As our hour-long session at the cat cafe draws to a close, we swop its soothing embrace for the ordered chaos of the city's neon streets. Goths, 'Lolitas' and followers of even more outlandish subcultures pack the pavements of Shinjuku, Tokyo's self-styled 'city of the future'.

Nobody pushes or shoves. The teeming crowd moves organically, like a shoal of fish that somehow always know how to avoid colliding with one another.

We dart into a side street and see crates of seafood packed in ice, looking so fresh you can almost feel the gills flap. Scattered among them are wooden tables where customers sip beer. Time for another new experience.

The waiter brings a whole fish, barely cooked, and we attack it with chopsticks, innards and all. I've no idea what kind it is, but it tastes like spray from the sea on a sunny day, and again I'm transported from the world of flashing arcades and manga cartoons to a calmer place far, far away.
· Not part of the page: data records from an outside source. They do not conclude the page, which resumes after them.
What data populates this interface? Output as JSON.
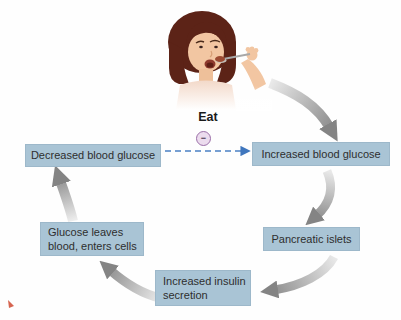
{
  "diagram": {
    "eat_label": "Eat",
    "inhibition_symbol": "−",
    "nodes": {
      "eat": "Eat",
      "decreased_blood_glucose": "Decreased blood glucose",
      "increased_blood_glucose": "Increased blood glucose",
      "pancreatic_islets": "Pancreatic islets",
      "increased_insulin_secretion": "Increased insulin secretion",
      "glucose_leaves_blood": "Glucose leaves blood, enters cells"
    },
    "edges": [
      {
        "from": "eat",
        "to": "increased_blood_glucose",
        "type": "gray-curved-arrow"
      },
      {
        "from": "increased_blood_glucose",
        "to": "pancreatic_islets",
        "type": "gray-curved-arrow"
      },
      {
        "from": "pancreatic_islets",
        "to": "increased_insulin_secretion",
        "type": "gray-curved-arrow"
      },
      {
        "from": "increased_insulin_secretion",
        "to": "glucose_leaves_blood",
        "type": "gray-curved-arrow"
      },
      {
        "from": "glucose_leaves_blood",
        "to": "decreased_blood_glucose",
        "type": "gray-curved-arrow"
      },
      {
        "from": "decreased_blood_glucose",
        "to": "increased_blood_glucose",
        "type": "dashed-blue-inhibition"
      }
    ],
    "colors": {
      "box_fill": "#a9c4d5",
      "box_text": "#2e2e2e",
      "dashed_arrow_blue": "#4a80c4",
      "inhibition_ring_purple": "#9b6fa8",
      "inhibition_fill": "#ecdcee",
      "arrow_gradient_light": "#e4e4e4",
      "arrow_gradient_dark": "#8a8a8a",
      "hair_brown": "#5c2317",
      "skin": "#f2c6a2",
      "red_mark": "#cf4a31"
    }
  }
}
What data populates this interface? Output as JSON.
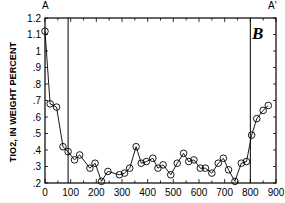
{
  "chart_data": {
    "type": "line",
    "title": "",
    "panel_label": "B",
    "corner_labels": {
      "left": "A",
      "right": "A'"
    },
    "xlabel": "",
    "ylabel": "TIO2, IN WEIGHT PERCENT",
    "xlim": [
      0,
      900
    ],
    "ylim": [
      0.2,
      1.2
    ],
    "x_ticks": [
      "0",
      "100",
      "200",
      "300",
      "400",
      "500",
      "600",
      "700",
      "800",
      "900"
    ],
    "y_ticks": [
      ".2",
      ".3",
      ".4",
      ".5",
      ".6",
      ".7",
      ".8",
      ".9",
      "1",
      "1.1",
      "1.2"
    ],
    "grid": false,
    "legend": null,
    "markers": "open circle",
    "vertical_lines": [
      90,
      800
    ],
    "series": [
      {
        "name": "TiO2",
        "x": [
          0,
          20,
          45,
          70,
          90,
          115,
          135,
          175,
          195,
          220,
          245,
          290,
          310,
          330,
          355,
          375,
          395,
          420,
          440,
          460,
          490,
          515,
          540,
          560,
          580,
          605,
          625,
          650,
          675,
          695,
          715,
          740,
          765,
          785,
          805,
          825,
          850,
          870
        ],
        "y": [
          1.12,
          0.68,
          0.66,
          0.42,
          0.39,
          0.34,
          0.37,
          0.29,
          0.32,
          0.21,
          0.27,
          0.25,
          0.26,
          0.29,
          0.42,
          0.32,
          0.33,
          0.35,
          0.29,
          0.31,
          0.25,
          0.32,
          0.38,
          0.33,
          0.34,
          0.29,
          0.29,
          0.26,
          0.32,
          0.35,
          0.28,
          0.21,
          0.32,
          0.33,
          0.49,
          0.59,
          0.64,
          0.67
        ]
      }
    ]
  }
}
Later, we stroll through Yoyogi Park, where cosplayers dressed like 17th-century wenches from the court of Louis XIV rub shoulders with kimono-clad ladies underneath the ginkgo trees.

Then it's back to the present, and an elevator ride to the 45th floor of Tokyo City Hall, where we gaze at the metropolis laid before us like a giant circuit board. Our elderly volunteer guide, Mr Yutaka Tsuchida, points in the direction of the Fukushima plant, which went into meltdown after last March's devastating earthquake, and I can't help thinking how fragile and temporary the urban landscape really is.

Yet underneath the sparkling modernity, there's something timeless about this 500-year-old capital that seems never to grow old. I only wish I could follow in its footsteps.

The writer, from England, is a Straits Times copyeditor. He has lived in Singapore for 17 months.